23 septembre 2024, 11h00–12h30
Toulouse
Salle Auditorium 5
Finance Seminar
Résumé
We explore the adaptation of bank lending to environmental policy restrictions and its cross-sectional implications for the performance of borrowing firms. In April 2014, the Central Bank of Brazil introduced a socio-environmental policy (PRSA) designed to compel banks to reduce lending to highly polluting firms. The eleven largest banking conglomerates were given nine months to comply, while all other banks were granted an additional six months before the PRSA came into effect. We merge data from the full corporate credit registry (SCR) to the Ministry of Environment’s registry of potentially polluting activities (CTF/APP), which covers 390,000 unique firms from 2011 to 2019. We also incorporate bank financial statements (COSIF), firm employment data (RAIS), and other relevant bank- and firm-level characteristics. First, we document that the largest banks began reducing lending to highly polluting firms immediately after the PRSA announcement, while smaller banks only did so after the policy was enacted. Second, using an event-study analysis, we find that the largest banks with high ex-ante loan exposures to polluting firms substantially reduced their credit supply. Specifically, firms with high pollution potential encountered a credit contraction of 23% immediately after the PRSA announcement, whereas firms with low pollution potential were unaffected by the policy shift. Third, smaller banks cut their loan supply to highly polluting firms by 32%. Overall, our findings show that banks adapt to a tightening of climate-related regulation in advance.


▶ [TRY IT]: Please report how many lines in the following material hold the string "Backpacks", giving only the number.

▶ [SOURCE INFORMATION]:

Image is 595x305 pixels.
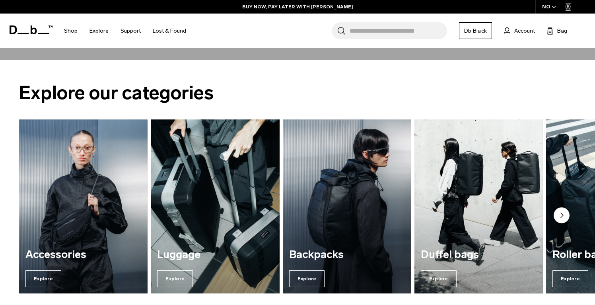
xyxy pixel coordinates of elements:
[459,22,492,39] a: Db Black
[557,27,567,35] span: Bag
[504,26,535,35] a: Account
[151,119,279,293] div: 2 / 7
[19,119,148,293] div: 1 / 7
[121,17,141,45] a: Support
[415,119,543,293] a: Duffel bags Explore
[421,270,457,287] span: Explore
[554,207,570,225] button: Next slide
[289,270,325,287] span: Explore
[151,119,279,293] a: Luggage Explore
[553,270,588,287] span: Explore
[64,17,78,45] a: Shop
[58,14,192,48] nav: Main Navigation
[289,249,405,261] h3: Backpacks
[157,249,273,261] h3: Luggage
[157,270,193,287] span: Explore
[242,3,353,10] a: BUY NOW, PAY LATER WITH [PERSON_NAME]
[19,79,576,107] h2: Explore our categories
[19,119,148,293] a: Accessories Explore
[547,26,567,35] button: Bag
[25,249,141,261] h3: Accessories
[25,270,61,287] span: Explore
[415,119,543,293] div: 4 / 7
[283,119,411,293] a: Backpacks Explore
[283,119,411,293] div: 3 / 7
[90,17,109,45] a: Explore
[514,27,535,35] span: Account
[421,249,537,261] h3: Duffel bags
[153,17,186,45] a: Lost & Found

▶ [RESULT OF THIS TASK]: 2